Massive protests roar in Barcelona
BARCELONA. — Many chanted “Freedom for the political prisoners” as they marched along the Parallel Avenue, one of the city’s main streets, many waving the red-and-yellow Catalan flag.
The protest comes six months after the first incarcerations of top Catalan separatist leaders for misuse of public funds, sedition and rebellion — which carries a prison sentence of 30 years and implies that a “violent uprising” took place — over their separatist push.
“Since they could not decapitate separatism, they are trying to do it through the courts,” Roser Urgelles, a 59-year-old teacher, told AFP at the protest.

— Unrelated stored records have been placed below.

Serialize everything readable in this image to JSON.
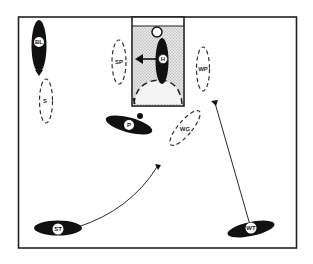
{
  "diagram": {
    "colors": {
      "ink": "#1a1a1a",
      "paper": "#ffffff",
      "goal_fill": "#d9d9d9",
      "outline": "#333333"
    },
    "players": [
      {
        "id": "BL",
        "label": "BL",
        "style": "solid",
        "role": "player"
      },
      {
        "id": "H",
        "label": "H",
        "style": "solid",
        "role": "player"
      },
      {
        "id": "P",
        "label": "P",
        "style": "solid",
        "role": "player"
      },
      {
        "id": "ST",
        "label": "ST",
        "style": "solid",
        "role": "player"
      },
      {
        "id": "WT",
        "label": "WT",
        "style": "solid",
        "role": "player"
      },
      {
        "id": "SP",
        "label": "SP",
        "style": "dashed",
        "role": "player-position"
      },
      {
        "id": "S",
        "label": "S",
        "style": "dashed",
        "role": "player-position"
      },
      {
        "id": "WP",
        "label": "WP",
        "style": "dashed",
        "role": "player-position"
      },
      {
        "id": "WG",
        "label": "WG",
        "style": "dashed",
        "role": "player-position"
      }
    ],
    "arrows": [
      {
        "from": "H",
        "direction": "left",
        "type": "movement-arrow"
      },
      {
        "from": "ST",
        "to": "point-near-WG",
        "type": "curved-path"
      },
      {
        "from": "WT",
        "to": "point-near-WP",
        "type": "straight-path"
      }
    ],
    "field": {
      "goal_area": "shaded-rectangle-top-center",
      "semicircle": "dashed-arc-in-goal-area"
    }
  }
}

“They need to demonstrate that there was violence to execute the sentences that they want, so they invent it,” she said, adding: “But we will continue to protest peacefully.”
Like thousands of others at the march, she wore a yellow ribbon to show solidarity with the jailed leaders, whom Catalan separatists consider to be “political prisoners”.
Spain’s justice minister, Rafael Catala, has called the use of yellow ribbons “insulting”, arguing that Spain has no political prisoners but “politicians in prison”.
The Guardia Urbana, a Catalan municipal police force, said 315,000 people turned out.
The demonstration was organised by two grassroots independence groups, the ANC and Omnium, whose presidents are among the nine separatist leaders in prison awaiting trial on their role in last year’s failed breakaway bid by Catalonia.
Hundreds of buses brought protesters from across the wealthy north-eastern region of Spain to Barcelona, the Catalan capital, for the march.
The protest was backed by the Catalan branches of Spain’s two largest trade unions, the CCOO and the UGT, sparking unease among union members who oppose independence.
“There have been tensions (among unions members) just like in the rest of the Catalan society,” the secretary general of the Catalan branch of UGT, Camil Ros, told AFP. — AFP.